I wanted the new site to feel modern but stay boring where it counts: fast, static, and easy to write for. Here's the stack and a few of the decisions.
The stack
- Next.js 15 (App Router, React Server Components)
- Tailwind CSS v4 with its new CSS-first config
- Shiki via
rehype-pretty-codefor syntax highlighting - Framer Motion for tasteful entrance animations
Tailwind v4 is CSS-first
No more tailwind.config.js. Tokens live in your stylesheet now:
@import "tailwindcss";
@plugin '@tailwindcss/typography';
@custom-variant dark (&:where(.dark, .dark *));
@theme {
--font-heading: var(--font-space-grotesk), sans-serif;
--color-brand: #8b7cff;
}Server-side highlighting with Shiki
The markdown pipeline runs entirely on the server, so the browser only ever receives ready-to-paint HTML — no highlighting library shipped to the client:
import rehypePrettyCode from "rehype-pretty-code";
import rehypeStringify from "rehype-stringify";
import remarkParse from "remark-parse";
import remarkRehype from "remark-rehype";
import { unified } from "unified";
export async function transformMarkdown(markdown: string) {
const file = await unified()
.use(remarkParse)
.use(remarkRehype)
.use(rehypePrettyCode, {
theme: { light: "github-light", dark: "github-dark" },
})
.use(rehypeStringify)
.process(markdown);
return file.toString();
}Because the themes are defined as a { light, dark } pair, a couple of CSS
variables swap the colours when you toggle the theme — no re-render required.
A tiny bit of Python, for variety
def fib(n: int) -> list[int]:
a, b = 0, 1
out = []
for _ in range(n):
out.append(a)
a, b = b, a + b
return out
print(fib(10)) # [0, 1, 1, 2, 3, 5, 8, 13, 21, 34]And a shell snippet, because every blog needs one:
npx create-next-app@latest my-site --ts
cd my-site && npm run devThat's the whole trick. Static HTML, highlighted on the server, with a design system that lives in CSS. Fast to load, fast to write for.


* **Assignment**:
If a record below holds a picture, leave the picture out and copy the rest exactly.
[[ Recorded data, beginning ]]
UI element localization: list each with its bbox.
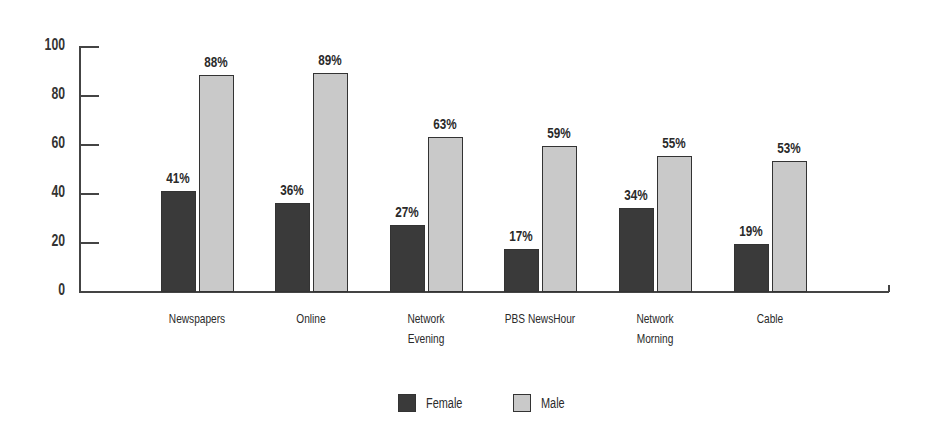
bar-value-label: 17% [498, 227, 545, 244]
bar-value-label: 19% [728, 222, 775, 239]
bar-female [619, 208, 654, 292]
legend-label-male: Male [541, 395, 565, 411]
bar-value-label: 41% [155, 169, 202, 186]
legend-label-female: Female [426, 395, 462, 411]
bar-male [428, 137, 463, 292]
bar-male [657, 156, 692, 292]
category-label: PBS NewsHour [493, 309, 587, 329]
y-axis [79, 46, 81, 292]
bar-value-label: 63% [422, 115, 469, 132]
y-tick-label: 80 [36, 84, 65, 104]
bar-female [275, 203, 310, 292]
bar-value-label: 88% [193, 53, 240, 70]
bar-value-label: 27% [384, 203, 431, 220]
y-tick-label: 100 [36, 35, 65, 55]
y-tick-label: 20 [36, 231, 65, 251]
y-tick-mark [79, 144, 99, 146]
bar-value-label: 34% [613, 186, 660, 203]
bar-female [504, 249, 539, 292]
bar-value-label: 55% [651, 134, 698, 151]
bar-value-label: 36% [269, 181, 316, 198]
legend-item-female: Female [398, 394, 473, 412]
legend-swatch-female [398, 394, 416, 412]
bar-female [161, 191, 196, 292]
y-tick-label: 60 [36, 133, 65, 153]
category-label: Network Morning [608, 309, 702, 349]
category-label: Network Evening [379, 309, 473, 349]
legend-item-male: Male [513, 394, 571, 412]
legend: Female Male [398, 394, 611, 412]
y-tick-mark [79, 193, 99, 195]
bar-female [390, 225, 425, 292]
bar-female [734, 244, 769, 292]
category-label: Online [264, 309, 358, 329]
bar-male [542, 146, 577, 292]
bar-male [772, 161, 807, 292]
y-tick-label: 40 [36, 182, 65, 202]
bar-male [313, 73, 348, 292]
legend-swatch-male [513, 394, 531, 412]
bar-chart: 020406080100 41%88%36%89%27%63%17%59%34%… [0, 0, 937, 447]
y-tick-mark [79, 242, 99, 244]
y-tick-mark [79, 95, 99, 97]
category-label: Newspapers [150, 309, 244, 329]
bar-value-label: 53% [766, 139, 813, 156]
bar-value-label: 89% [307, 51, 354, 68]
bar-male [199, 75, 234, 292]
bar-value-label: 59% [536, 124, 583, 141]
x-axis-end-tick [888, 285, 890, 292]
category-label: Cable [723, 309, 817, 329]
y-tick-label: 0 [36, 280, 65, 300]
y-tick-mark [79, 46, 99, 48]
[[ Recorded data, end ]]
* **Answer space**:
UI element localization: list each with its bbox.
bar-value-label: 17% [498, 227, 545, 244]
bar-value-label: 19% [728, 222, 775, 239]
bar-female [619, 208, 654, 292]
legend-label-male: Male [541, 395, 565, 411]
bar-value-label: 41% [155, 169, 202, 186]
legend-label-female: Female [426, 395, 462, 411]
bar-male [428, 137, 463, 292]
bar-male [657, 156, 692, 292]
category-label: PBS NewsHour [493, 309, 587, 329]
y-axis [79, 46, 81, 292]
bar-value-label: 63% [422, 115, 469, 132]
y-tick-label: 80 [36, 84, 65, 104]
bar-female [275, 203, 310, 292]
bar-value-label: 88% [193, 53, 240, 70]
bar-value-label: 27% [384, 203, 431, 220]
y-tick-label: 100 [36, 35, 65, 55]
y-tick-label: 20 [36, 231, 65, 251]
y-tick-mark [79, 144, 99, 146]
bar-value-label: 34% [613, 186, 660, 203]
bar-female [504, 249, 539, 292]
bar-value-label: 55% [651, 134, 698, 151]
bar-value-label: 36% [269, 181, 316, 198]
legend-item-female: Female [398, 394, 473, 412]
legend-swatch-female [398, 394, 416, 412]
bar-female [161, 191, 196, 292]
y-tick-label: 60 [36, 133, 65, 153]
category-label: Network Morning [608, 309, 702, 349]
category-label: Network Evening [379, 309, 473, 349]
legend-item-male: Male [513, 394, 571, 412]
legend: Female Male [398, 394, 611, 412]
y-tick-mark [79, 193, 99, 195]
bar-female [390, 225, 425, 292]
bar-female [734, 244, 769, 292]
category-label: Online [264, 309, 358, 329]
bar-male [542, 146, 577, 292]
bar-male [772, 161, 807, 292]
y-tick-label: 40 [36, 182, 65, 202]
bar-male [313, 73, 348, 292]
legend-swatch-male [513, 394, 531, 412]
bar-chart: 020406080100 41%88%36%89%27%63%17%59%34%… [0, 0, 937, 447]
y-tick-mark [79, 242, 99, 244]
y-tick-mark [79, 95, 99, 97]
category-label: Newspapers [150, 309, 244, 329]
bar-value-label: 53% [766, 139, 813, 156]
bar-value-label: 89% [307, 51, 354, 68]
bar-male [199, 75, 234, 292]
bar-value-label: 59% [536, 124, 583, 141]
x-axis-end-tick [888, 285, 890, 292]
category-label: Cable [723, 309, 817, 329]
y-tick-label: 0 [36, 280, 65, 300]
y-tick-mark [79, 46, 99, 48]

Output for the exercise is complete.